Green Bank is a Republican stronghold. About 21% of voters here vote Democratic and 79% Republican.
About 69% of adults in Green Bank typically vote, above the U.S. average of about 62%. Among adults in Green Bank, ~14% vote Democratic, ~55% Republican, and ~31% don't vote. The map below shows estimated turnout by block group.
How Green Bank compares
Among cities within 25 miles, Green Bank leans more Republican than 27 of 48 neighbors.
Green Bank runs about 15 points more Republican than West Virginia as a whole.
Why Green Bank leans the way it does
This analysis examined 14,881 data points per city to find what predicts political lean and turnout. The items below are a few correlations that stood out for Green Bank, not a ranked or complete list of what matters most.
Rural areas vote Republican. About 3% of residents in Green Bank live in densely developed areas, about 9 points below the West Virginia average of 12%.

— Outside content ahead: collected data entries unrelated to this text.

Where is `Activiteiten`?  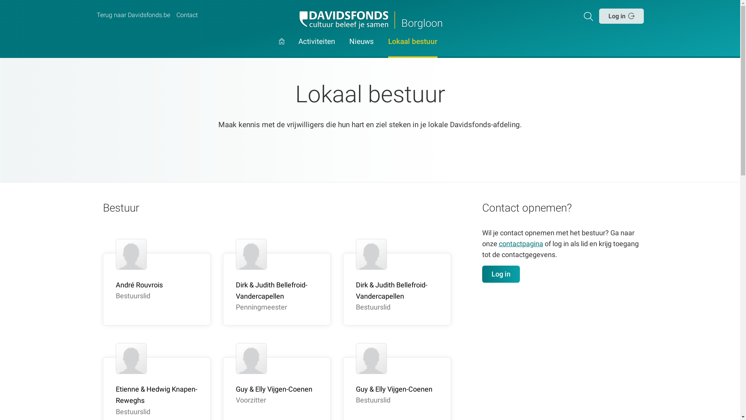 Activiteiten is located at coordinates (317, 48).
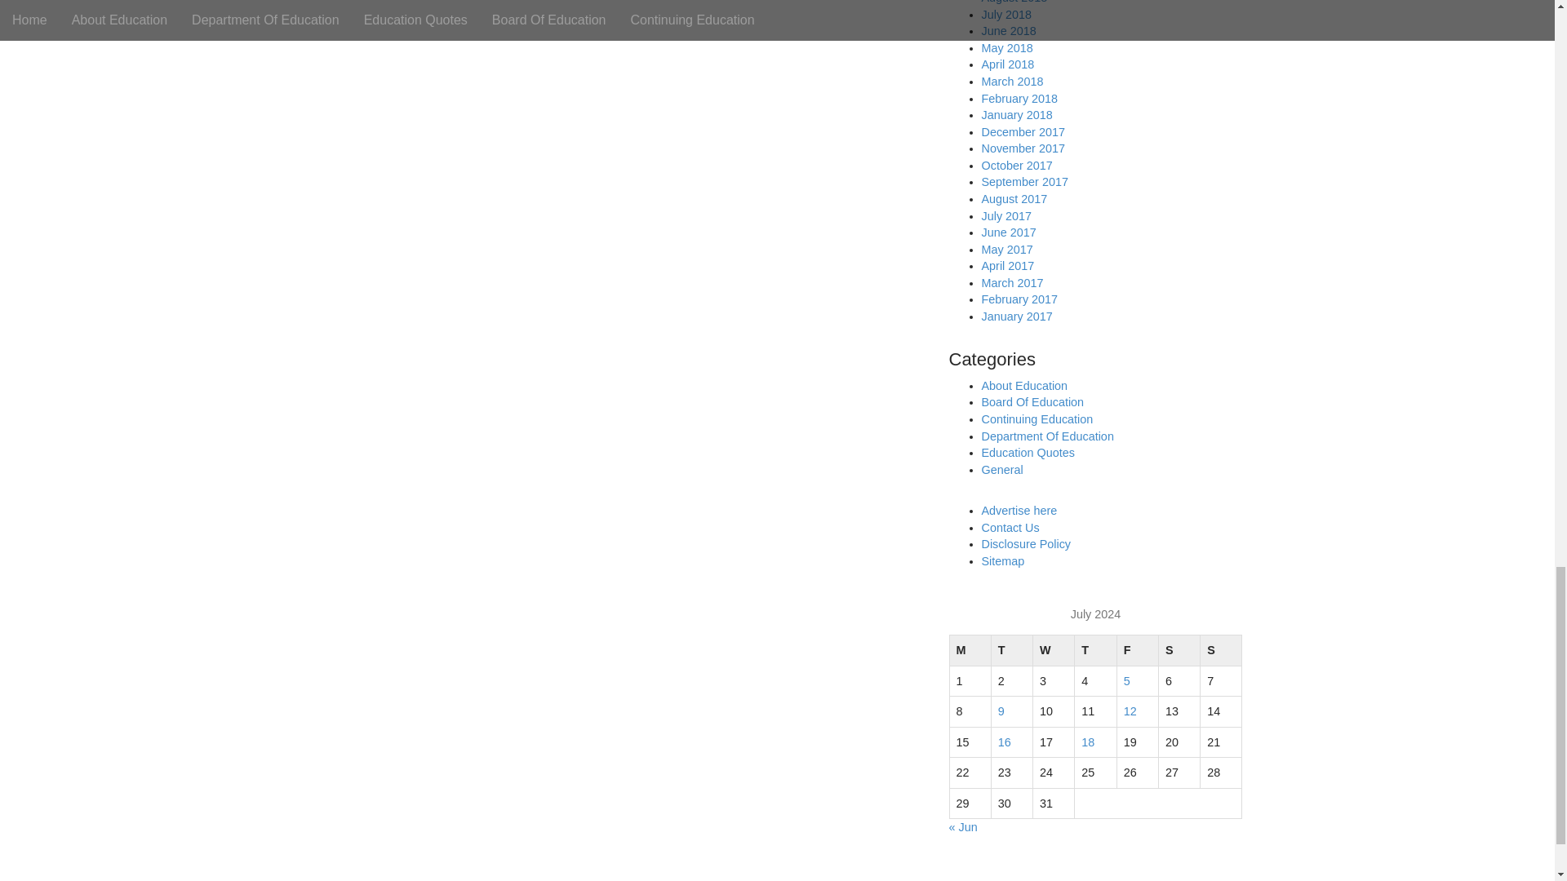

Paved land cover and Republican lean
Places with little paved surface tend to lean Republican; Green Bank, WV sits in the bottom tenth nationally on this measure. Paved ground does not change how people vote; it mostly reflects how urban and built-up a place is.
Why turnout in Green Bank looks the way it does
Homeowners vote more often than renters. About 92% of households in Green Bank own their home, about 10 points above the West Virginia average of 81%. Learn more about the findings and methodology on the political spectrum map.
Nearby Cities
- Arbovale, WV R+57
- Dunmore, WV R+58
- Deer Creek, WV R+58
- Hosterman, WV R+57
- Boyer, WV R+58
- Cass, WV R+54
- Stony Bottom, WV R+49
- Hightown, VA R+44
Cities with Similar Populations
- Zenda, WI R+35
- Buffalo Prairie, IL R+40
- Wingate, TX R+80
- Hostyn, TX R+67
- Lassellsville, NY R+52
- Roberts, OH R+59
- Isle Labbe, LA R+60
- Ruble, IA R+59
- Trade Lake, WI R+40
- Cedar Bluff, IA R+33
Sources and methodology
Precinct-level voting records used to fit the model come from West Virginia Secretary of State, Elections, distributed by the Voting and Election Science Team. Demographic inputs come from the U.S. Census Bureau (ACS 5-year estimates and the 2020 Decennial Census). Health and environmental inputs come from the CDC (PLACES and the Environmental Justice Index). Land cover comes from the USGS and EPA. Election-day and lead-up weather come from PRISM 4km daily grids and the NOAA Global Historical Climatology Network. Mail-voting and election-administration patterns come from the MIT Election Lab's Survey of the Performance of American Elections. Block-group crime detail comes from CrimeGrade. Internet data and modeling support provided by ISPreports.org.
Modeling and analysis by the BestNeighborhood data science team. Full methodology and findings: political spectrum map.
Methodology reviewed by the BestNeighborhood data team. Last updated May 2026.